Tears stood in his rich animal eyes, he ceased to twirl his hat, he crumpled it in his fist. “It is I who must try to be good,” he growled. He took her hand and crushed it against his warm, throbbing, rubbery side.

The tears stood in her eyes also, in another moment they would roll down her cheeks. She said, “My dear, I have been lunching here with Laurence Vernon. He is out there on the terrace. You cannot think how much I like him, you must be friends. Come out and meet him.”

“Ah yes,” said Marc. “I must be very polite to your friends. It will be my only way of winning them, they will be all so much cleverer than I am.” But as they went he slipped his arm through hers and tugged her back. “And our marriage,” he begged like a dog. “When can it be?”

“As soon as you like.”

“Ha, ha! Next week?”

“Next week, if you will.”

“But it can’t be,” he cried, “that I am going to be married to you next week? My God, I am going to be married to you next week?”
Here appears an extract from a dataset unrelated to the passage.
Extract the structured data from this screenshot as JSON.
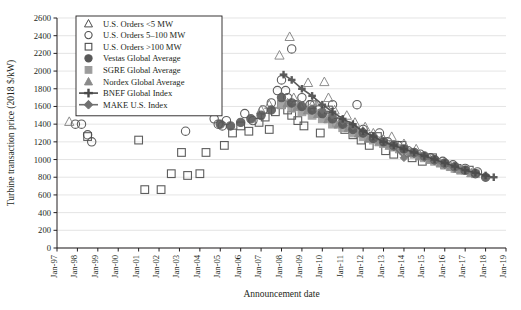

A waiter passed them, carrying two glasses of brandy on a tray. Marc’s left foot clothed in a yellow shoe shot out and caught him on the behind. The tray clattered on the floor underneath the caisse, a wall was streaked by two brown stains and shivers of glass, the waiter howled, the caissiere bent forward a Roman eyebrow and a fortress bosom, the vestiaire ran out holding one grey and two brown hats, chasseurs swarmed, glad that this time nobody could say it was their fault, the maîtres d’hôtel of the inside and outside restaurants ran in and stood like stars in conjunction.

“Ah, mesdames, messieurs,” said Marc, “it’s only me.”

“Ah, good day, Monsieur Sallafranque,” said the maîtres d’hôtel, laughing.

“Forgive me, Gustave,” said Marc, bringing out his wallet. “I had need of a behind just then, for purposes of celebration, and yours was the only one that was handy. But here’s something!” He flipped a thousand-franc note on to the man’s palm. “And here’s another, Madame, for the damage and the nerves of the personnel.” It drifted on to the mahogany of the caisse.

The waiter grinned, the Roman eyebrow abated and the fortress became more like a pleasure palace, the vestiaire, the chasseurs, the maîtres d’hôtel flowed backwards like an ebbing tide, in a rhythmic series of obeisances.

“But, Marc,” breathed Isabelle, “but, Marc!”

“Ah, little one, don’t bother about that!” said Marc. “I am very impulsive, and sometimes I like to do silly things
pour rigolo,
but it doesn’t matter. They all know me here; Maman used to bring me here for treats when I was a tiny boy. They all adore me really. Come, darling, where is your friend?”

She had contrived that violence should not make her life a tragedy. It might yet make her life a farce, which she would find hardly more tolerable. They went out on the terrace, Marc’s fingers opening and closing on her wrist, to the man who had brought this on her.